Which is why I am writing this post. Not to provide investment advice, but to provide some context on a fraught topic. About 300,000 women per year in the US and Canada will be diagnosed with breast cancer in 2020, and over the last decade that would be 2-3 million diagnosed and worried about recurrence.
They are going to read stories about a possible “cure” for breast cancer.

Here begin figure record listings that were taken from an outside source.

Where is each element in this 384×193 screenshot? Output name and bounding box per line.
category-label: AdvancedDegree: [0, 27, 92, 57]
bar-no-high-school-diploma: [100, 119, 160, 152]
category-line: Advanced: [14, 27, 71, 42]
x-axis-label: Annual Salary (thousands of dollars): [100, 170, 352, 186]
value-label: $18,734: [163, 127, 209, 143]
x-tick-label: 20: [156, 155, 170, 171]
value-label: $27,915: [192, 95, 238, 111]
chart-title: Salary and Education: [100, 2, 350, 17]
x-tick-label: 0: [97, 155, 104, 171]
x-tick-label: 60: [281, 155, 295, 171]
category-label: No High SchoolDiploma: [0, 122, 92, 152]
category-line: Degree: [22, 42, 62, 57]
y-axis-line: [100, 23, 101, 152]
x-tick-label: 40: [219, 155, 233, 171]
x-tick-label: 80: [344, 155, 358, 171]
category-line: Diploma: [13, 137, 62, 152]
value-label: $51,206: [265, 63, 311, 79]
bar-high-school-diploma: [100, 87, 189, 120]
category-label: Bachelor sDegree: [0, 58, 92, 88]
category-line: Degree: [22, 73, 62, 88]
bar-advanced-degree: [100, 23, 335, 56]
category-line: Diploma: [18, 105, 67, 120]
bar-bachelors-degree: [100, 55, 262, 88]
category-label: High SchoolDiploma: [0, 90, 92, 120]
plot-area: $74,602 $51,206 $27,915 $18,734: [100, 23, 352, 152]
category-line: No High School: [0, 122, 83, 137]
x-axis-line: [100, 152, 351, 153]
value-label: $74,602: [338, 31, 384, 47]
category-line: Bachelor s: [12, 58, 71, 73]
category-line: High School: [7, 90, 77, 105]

This post is for them.
What does this all mean?
- For the 70-80% of those with breast cancer that is not HER2 positive, this (sadly) means nothing for them.
- For the 20-30% who are HER2 positive, this looks like it could be very good news.
- That said, as a result of various HER2 treatments, the ten year survival rate was already about 85%, which is pretty good.
- But 100% is even better, so fingers crossed.
- I have seen some bad posters, and (although I admit I am out of practice, not having been to a cancer conference since 2004) I don’t think this one is riddled with all kinds of red flags.
- My main concern is that the darn trial was just so small. I have friends with this disease, and I would say one thing to them and one thing only:
“Don’t get too excited about trial results when there were only 96 HER2 positive patients across two arms.”
What about the investment implications?
No idea. I don’t do that kind of analysis anymore.
Thanks for doing this Duncan. On a personal note, I will forever be thankful for the drug Herceptin. If you look at what's happening with CRISPR there's lots of reasons to be optimistic around curing all types of cancer.